Satirist Pieter-Dirk Uys has entered the controversy surrounding stadiums for the Soccer World Cup in 2010, suggesting just one fewer stadium would allow for the perfection of the female condom, ”so billions of women around the world have the capacity to protect themselves”.
That was just the start of the stabs he took at South African politicians over their role in the country’s HIV/Aids crisis, during his keynote address this week to the 19th World Congress on Fertility and Sterility, held at the Inkosi Albert Luthuli International Conference Centre in Durban.
Uys had delegates from around the world laughing, then deathly silent, as they took in the scope of the threat of the pandemic to South Africa. While the developed world is burying lambs and cows to avoid disease, South Africa is burying its babies.
”South Africa is losing 1 000 people every day. While you’re sitting in this conference [this week] we will have had four 9/11 situations in our country,” Uys warned.
Hitting out at the government, he said South Africa has developed-world politics and a developing-world society, in which the rich can access antiretrovirals to keep them alive while the poor simply die.
”We have to find a way to communicate to each other that there is life beyond HIV. It is a life sentence, but it is not a death sentence,” he said.
His impersonations of former president PW Botha, national icon Nelson Mandela and Archbishop Desmond Tutu had delegates laughing aloud, but the so-called ”national treasure” that Uys has become never let the ball drop for a second in the bid to get his HIV message across.
Calling apartheid the first virus and HIV the second to afflict South Africa, Uys revealed that he has visited 700 schools and talked to more than one million pupils in the past six years in his personal bid to do as much talking, as openly as possible, about the virus.
He said apartheid flourished for 40 years because everyone lived in fear, and suggested that open communication is the only way to ensure South Africa is not paralysed by similar fear in respect of HIV/Aids. ”The more we talk, the less space we leave for rumours, urban legends and lies.”
He was critical of ”sexy” advertising for everything from lawnmowers to motor cars, warning against consequent surprise when youngsters respond accordingly.
The government took another knock from Uys who had everyone laughing when he warned that ”governments only help themselves” and ”that’s why they’re politicians and not people”.
But he said he was heartened at his experience in communities, watching everyone from grandmothers and children to district nurses, teachers and doctors ”helping ourselves”.
South Africa needs its own Princess Dianas and Elizabeth Taylors to stand up and speak out. ”We need our sportsmen, our singers, our actors to stand up and let everyone know that HIV is still lethal and it can still kill you. It’s far worse than we know, and politics is eating us up because everyone focuses on politics and forgets the people,” Uys said.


* TASK TO COMPLETE *
Search the data for the word "Bind" and copy out every line that has it.

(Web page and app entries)
[Start of section]
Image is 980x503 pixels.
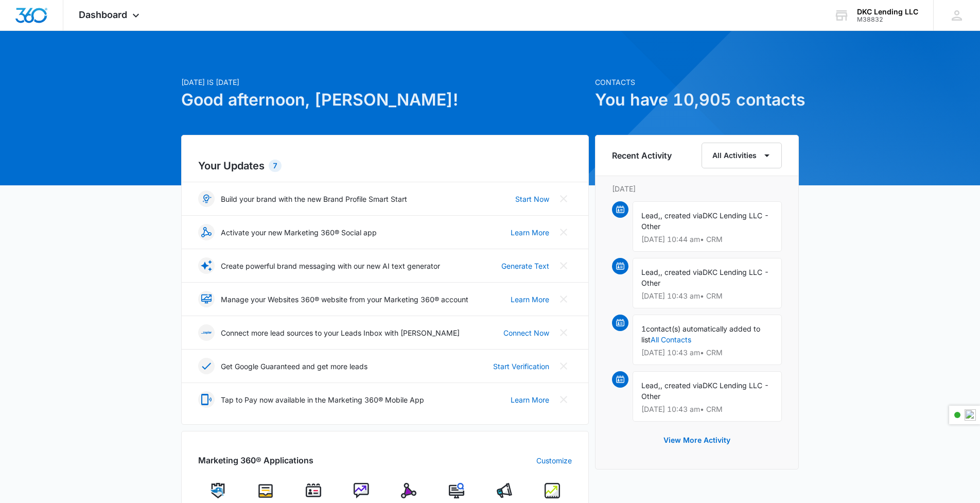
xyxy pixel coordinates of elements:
p: Activate your new Marketing 360® Social app [221,227,377,238]
span: Dashboard [78,10,127,20]
span: 1 [641,324,646,333]
span: contact(s) automatically added to list [641,324,760,344]
p: [DATE] 10:43 am • CRM [641,292,773,300]
button: Close [556,324,571,341]
a: All Contacts [651,335,691,344]
a: Learn More [511,395,549,405]
p: [DATE] 10:43 am • CRM [641,406,773,413]
a: Connect Now [504,328,549,338]
a: Learn More [511,227,549,238]
span: Lead, [641,381,660,389]
p: Create powerful brand messaging with our new AI text generator [221,261,440,271]
p: [DATE] 10:44 am • CRM [641,236,773,243]
span: , created via [660,268,703,277]
span: DKC Lending LLC - Other [641,268,769,287]
h2: Marketing 360® Applications [198,455,313,467]
button: Close [556,391,571,408]
div: account name [857,8,918,16]
a: Learn More [511,294,549,305]
p: Get Google Guaranteed and get more leads [221,361,367,372]
a: Customize [536,455,571,466]
button: Close [556,190,571,207]
span: , created via [660,211,703,220]
div: account id [857,16,918,23]
button: View More Activity [653,428,741,453]
button: Close [556,224,571,240]
span: Lead, [641,268,660,277]
p: Contacts [595,77,799,87]
p: [DATE] is [DATE] [181,77,589,87]
h6: Recent Activity [612,149,672,162]
button: Close [556,291,571,307]
button: Close [556,257,571,274]
p: Manage your Websites 360® website from your Marketing 360® account [221,294,468,305]
h1: Good afternoon, [PERSON_NAME]! [181,87,589,112]
h1: You have 10,905 contacts [595,87,799,112]
span: Lead, [641,211,660,220]
button: All Activities [702,143,782,168]
span: , created via [660,381,703,389]
span: DKC Lending LLC - Other [641,211,769,231]
h2: Your Updates [198,158,571,174]
a: Generate Text [501,261,549,271]
a: Start Now [515,194,549,204]
p: Connect more lead sources to your Leads Inbox with [PERSON_NAME] [221,328,460,338]
p: [DATE] 10:43 am • CRM [641,349,773,356]
p: Tap to Pay now available in the Marketing 360® Mobile App [221,395,424,405]
button: Close [556,358,571,374]
p: Build your brand with the new Brand Profile Smart Start [221,194,407,204]
p: [DATE] [612,183,782,194]
span: DKC Lending LLC - Other [641,381,769,401]
a: Start Verification [493,361,549,372]
div: 7 [269,159,282,172]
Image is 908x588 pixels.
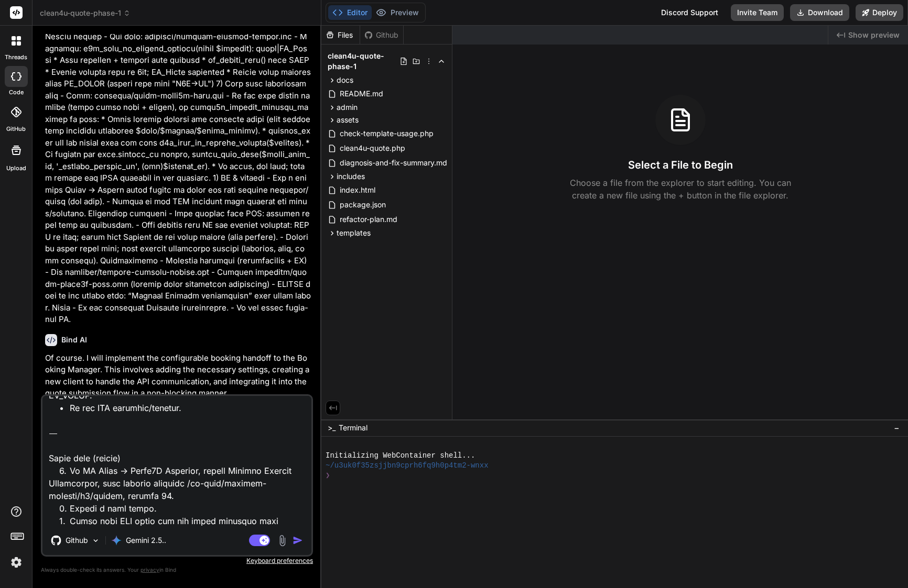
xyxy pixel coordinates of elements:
span: clean4u-quote-phase-1 [328,51,399,72]
img: icon [293,536,303,545]
button: Download [790,4,849,21]
span: >_ [328,423,336,433]
button: Preview [372,5,423,20]
h6: Bind AI [61,334,87,345]
span: ~/u3uk0f35zsjjbn9cprh6fq9h0p4tm2-wnxx [326,461,488,471]
img: Pick Models [91,537,100,545]
span: − [894,423,900,433]
h3: Select a File to Begin [628,158,733,172]
button: Deploy [856,4,904,21]
span: refactor-plan.md [339,213,399,226]
span: check-template-usage.php [339,128,435,140]
span: index.html [339,184,376,196]
p: Keyboard preferences [41,557,313,565]
label: threads [4,53,28,62]
span: Show preview [849,30,900,40]
span: README.md [339,88,384,100]
p: Github [66,536,88,545]
span: admin [336,102,358,113]
textarea: loremi — Dolo si ametconsecte (ad elits do eiu t inc UTL). Etdo’m a enimadm, veni-quisn exerci ul... [43,396,312,526]
img: Gemini 2.5 Pro [111,536,122,545]
label: Upload [6,164,27,173]
span: diagnosis-and-fix-summary.md [339,157,448,169]
div: Discord Support [655,4,724,21]
span: clean4u-quote.php [339,142,407,154]
img: attachment [276,535,288,547]
span: Terminal [339,423,367,433]
span: Initializing WebContainer shell... [326,451,475,461]
span: package.json [339,199,387,211]
span: privacy [140,567,160,573]
div: Github [360,30,403,40]
span: ❯ [326,471,330,481]
button: − [892,419,902,436]
span: includes [336,171,365,182]
label: GitHub [6,125,26,134]
label: code [9,88,24,97]
p: Always double-check its answers. Your in Bind [41,565,313,576]
p: Choose a file from the explorer to start editing. You can create a new file using the + button in... [563,176,798,201]
span: assets [336,114,359,125]
p: Of course. I will implement the configurable booking handoff to the Booking Manager. This involve... [45,353,311,400]
div: Files [321,30,359,40]
span: docs [336,74,353,85]
span: clean4u-quote-phase-1 [40,8,130,19]
img: settings [7,553,25,571]
p: Gemini 2.5.. [126,536,166,545]
span: templates [336,228,371,239]
button: Invite Team [730,4,784,21]
button: Editor [328,5,372,20]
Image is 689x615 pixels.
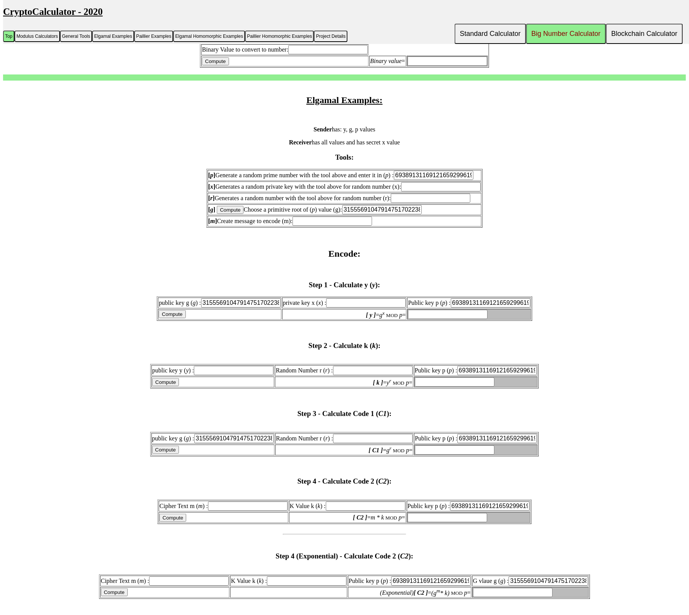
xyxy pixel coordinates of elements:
font: MOD [392,380,404,386]
i: m * k [371,514,384,521]
p: has all values and has secret x value [3,139,686,146]
i: C2 [400,552,409,560]
td: = = [282,309,407,320]
i: C2 [378,477,387,485]
i: r [210,195,212,201]
td: Cipher Text m ( ) : [159,501,288,512]
i: p [312,206,315,213]
h3: Step 3 - Calculate Code 1 ( ): [3,410,686,418]
button: Top [3,31,15,42]
td: G vlaue g ( ) : [472,576,589,587]
input: Compute [101,589,128,597]
td: public key g ( ) : [151,433,274,444]
td: private key x ( ) : [282,298,407,308]
p: has: y, g, p values [3,126,686,133]
i: x [318,300,321,306]
b: [ ] [208,183,216,190]
td: K Value k ( ) : [289,501,406,512]
h3: Step 4 (Exponential) - Calculate Code 2 ( ): [3,552,686,561]
i: p [406,448,409,454]
button: Modulus Calculators [15,31,60,42]
i: y [186,367,189,374]
font: MOD [393,448,404,454]
i: (Exponential) [380,590,413,597]
h2: Encode: [3,249,686,259]
i: p [441,503,444,509]
u: Elgamal Examples: [306,95,382,105]
button: General Tools [60,31,92,42]
td: Public key p ( ) : [407,298,530,308]
button: Big Number Calculator [526,24,606,44]
i: [ C2 ] [353,514,367,521]
i: y [386,379,389,386]
i: p [210,172,213,178]
button: Blockchain Calculator [606,24,683,44]
i: k [318,503,320,509]
i: r [389,446,391,451]
td: = = [348,587,471,598]
i: p [464,590,467,597]
td: Public key p ( ) : [414,433,537,444]
i: p [449,367,452,374]
b: [ ] [208,206,216,213]
h3: Step 1 - Calculate y ( ): [3,281,686,289]
i: y [372,281,375,289]
input: Compute [152,378,179,386]
td: Public key p ( ) : [407,501,530,512]
button: Paillier Homomorphic Examples [245,31,314,42]
i: p [385,172,388,178]
input: Compute [217,206,243,214]
td: Generates a random number with the tool above for random number (r): [208,193,482,204]
i: C1 [378,410,387,418]
h3: Step 4 - Calculate Code 2 ( ): [3,477,686,486]
b: Sender [313,126,332,133]
i: [ C1 ] [368,448,383,454]
i: p [383,578,386,584]
i: r [325,367,328,374]
i: g [193,300,196,306]
input: Compute [202,57,229,65]
i: Binary value [370,58,401,64]
i: p [399,514,402,521]
td: Random Number r ( ) : [275,365,413,376]
i: g [186,435,189,442]
button: Project Details [314,31,347,42]
i: k [372,342,375,350]
b: [ ] [208,195,215,201]
sup: m [436,588,440,594]
i: r [325,435,328,442]
i: (g * k) [431,590,449,597]
td: Public key p ( ) : [414,365,537,376]
i: x [382,310,384,316]
button: Elgamal Homomorphic Examples [173,31,245,42]
td: public key y ( ) : [151,365,274,376]
td: K Value k ( ) : [230,576,347,587]
td: Generates a random private key with the tool above for random number (x): [208,182,482,192]
input: Compute [159,310,185,318]
h3: Step 2 - Calculate k ( ): [3,342,686,350]
i: m [198,503,203,509]
button: Elgamal Examples [92,31,134,42]
td: public key g ( ) : [158,298,281,308]
td: Public key p ( ) : [348,576,471,587]
font: MOD [386,313,397,318]
td: Choose a primitive root of ( ) value (g): [208,204,482,215]
font: MOD [451,591,462,597]
h3: Tools: [3,153,686,162]
i: r [389,378,391,384]
button: Paillier Examples [134,31,173,42]
i: g [379,312,382,318]
input: Compute [159,514,186,522]
b: [ ] [208,218,217,224]
td: Create message to encode (m): [208,216,482,227]
i: [ y ] [366,312,376,318]
td: Binary Value to convert to number: [201,44,368,55]
input: Compute [152,446,179,454]
td: Random Number r ( ) : [275,433,413,444]
b: [ ] [208,172,216,178]
i: k [259,578,261,584]
i: [ k ] [373,379,383,386]
b: Receiver [289,139,312,146]
i: [ C2 ] [413,590,428,597]
td: Generate a random prime number with the tool above and enter it in ( ) : [208,170,482,181]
[End of section]
* REPLY *
h6: Bind AI [61,334,87,345]
p: Always double-check its answers. Your in Bind [41,565,313,576]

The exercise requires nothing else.